An artificial ear that solves the cocktail party problem
Unlike current approaches to artificial learning that rely on big data, brute force, and expensive computation, our technology is suited for an analog implementation that mirrors the efficiency, elegance, and simplicity of true biological systems
We have spent the last two years building an artificial ear that will achieve blind source separation, learning and separating the complex sounds in its environment into distinct audio stream outputs without training, test data or audio preprocessing.
Our biologically plausible learning algorithms incorporate observations and architecture from neuroscience to enable the learning of complex patterns in a few-shot, unsupervised manner directly from sensory information.
Watch it in action
Witness the autonomous actors within a Density Network, organized in multiple regions with distinct learning behaviors, extract the sound of a single instrument from a musical duet overlayed with speech.
What’s next:
Artificial eyes and fingertips
We are harnessing the power of emergent behavior in algorithmic form. Our artificial ear proves that our approach works. We know what needs to be done to build on these foundations to give our platform new senses, skills and modes of thinking.
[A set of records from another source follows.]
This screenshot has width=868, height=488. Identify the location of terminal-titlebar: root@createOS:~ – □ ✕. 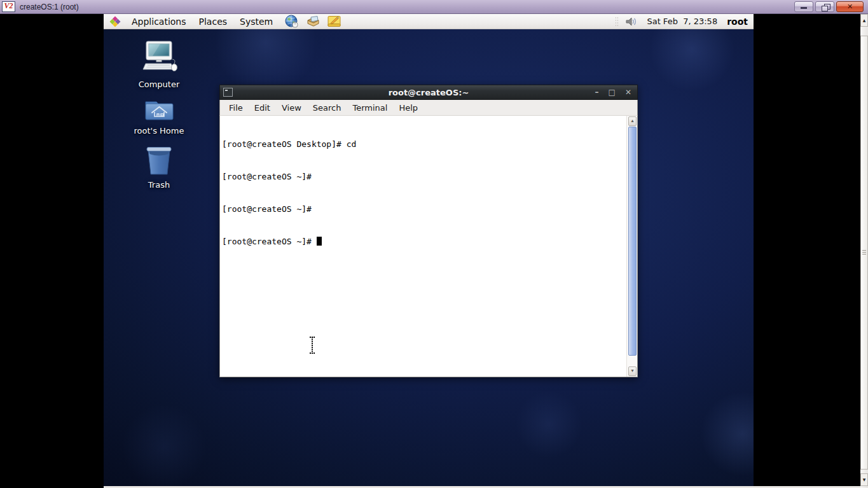
(429, 92).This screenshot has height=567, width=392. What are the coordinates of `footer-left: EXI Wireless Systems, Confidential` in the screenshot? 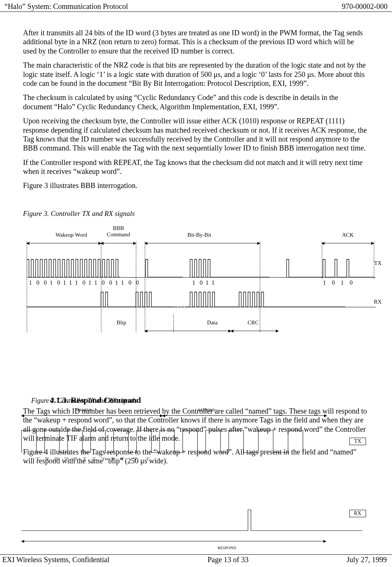 It's located at (56, 560).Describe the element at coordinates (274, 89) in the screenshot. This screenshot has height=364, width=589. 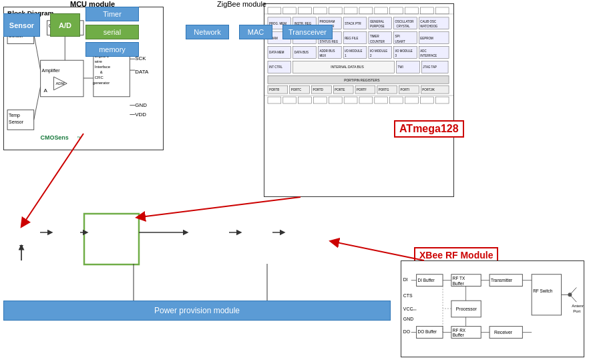
I see `svg-text: PORTB` at that location.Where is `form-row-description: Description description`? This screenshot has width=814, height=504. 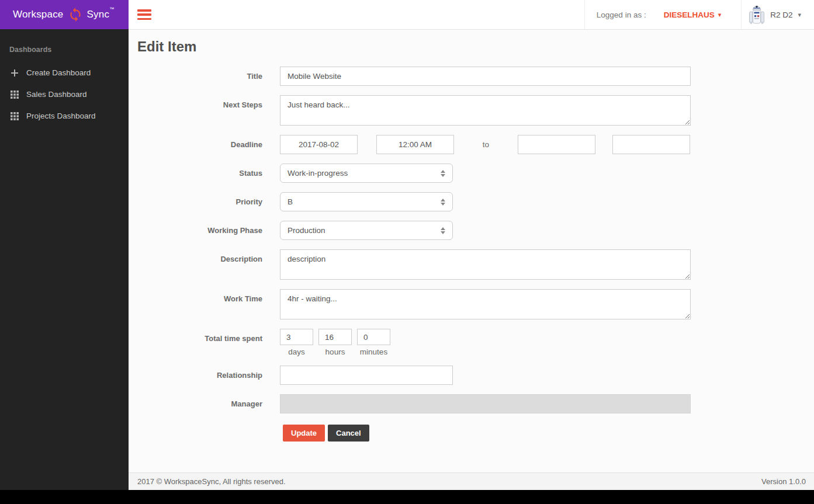 form-row-description: Description description is located at coordinates (471, 265).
In nature, birds and mammals mix and match learning capabilities to traverse the earth or build a dam. Every new capability we build adds to the library of behaviors that can be combined within a single evolving system to solve real-world problems.
Eventually we hope our algorithmic analog for the brain can unlock mysteries of the mind and expand treatment capacities.
Once implemented, our approach will hear, see and feel the world around it with unprecedented efficiency. A single system, optimized for implementation on next generation analog computing chips, will learn locally, preserve context, open new doors, and change what we believe is possible.